Ermotti returned to UBS this spring, just days after the bank agreed to rescue its former rival Credit Suisse.
Kelleher said he had agreed with Ermotti when he rejoined that the pair should prepare a shortlist of potential successors while Ermotti concentrated on integrating the Credit Suisse business.
“I discussed it at dinner with Sergio when he agreed to come back,” said Kelleher. “There is a lot of life in him, but he is not as young as some people.”
He said UBS was moving to a more tricky period in its integration of Credit Suisse, echoing comments made by Ermotti that 2024 would be a pivotal year and warning of steep costs ahead.
“The easy losses are getting rid of headcount, the sticky ones are allocated in control functions, data, IT,” Kelleher added. “2024 is the first year we don’t have the cover of the ‘easy’ costs.”

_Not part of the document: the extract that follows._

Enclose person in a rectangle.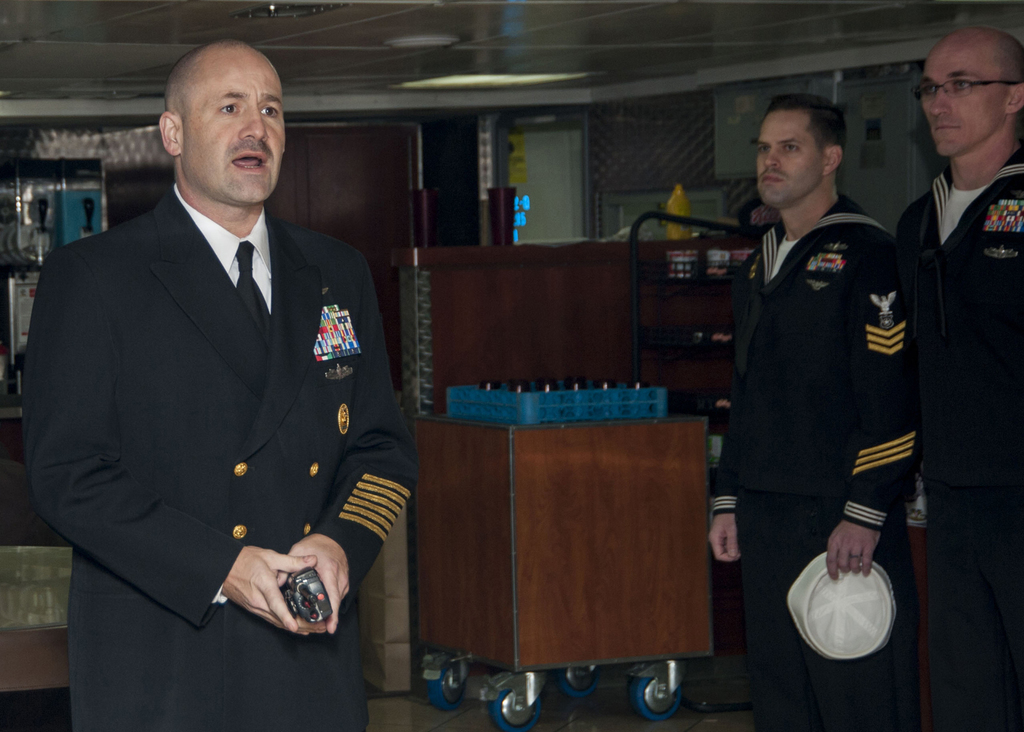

The most controversial element of the Credit Suisse takeover was that it included bondholders holding $17bn of additional tier one securities being wiped out. The decision has led to up to $9bn of legal claims, but Kelleher said it was a decision that UBS had nothing to do with.
“I am sympathetic to bondholders, but there is a lesson there to read your prospectus,” he added.
UBS recently returned to the AT1 market, issuing $3.5bn of bonds that received $36bn of interest from investors. Kelleher said to expect further AT1 issuance from UBS in the near future, with analysts estimating that the bank would need to issue a further $11bn of such debt to make its capital stack efficient.
“The fact that we had $36bn of interest in $3.5bn of bonds is telling you that it is yesterday’s battle.”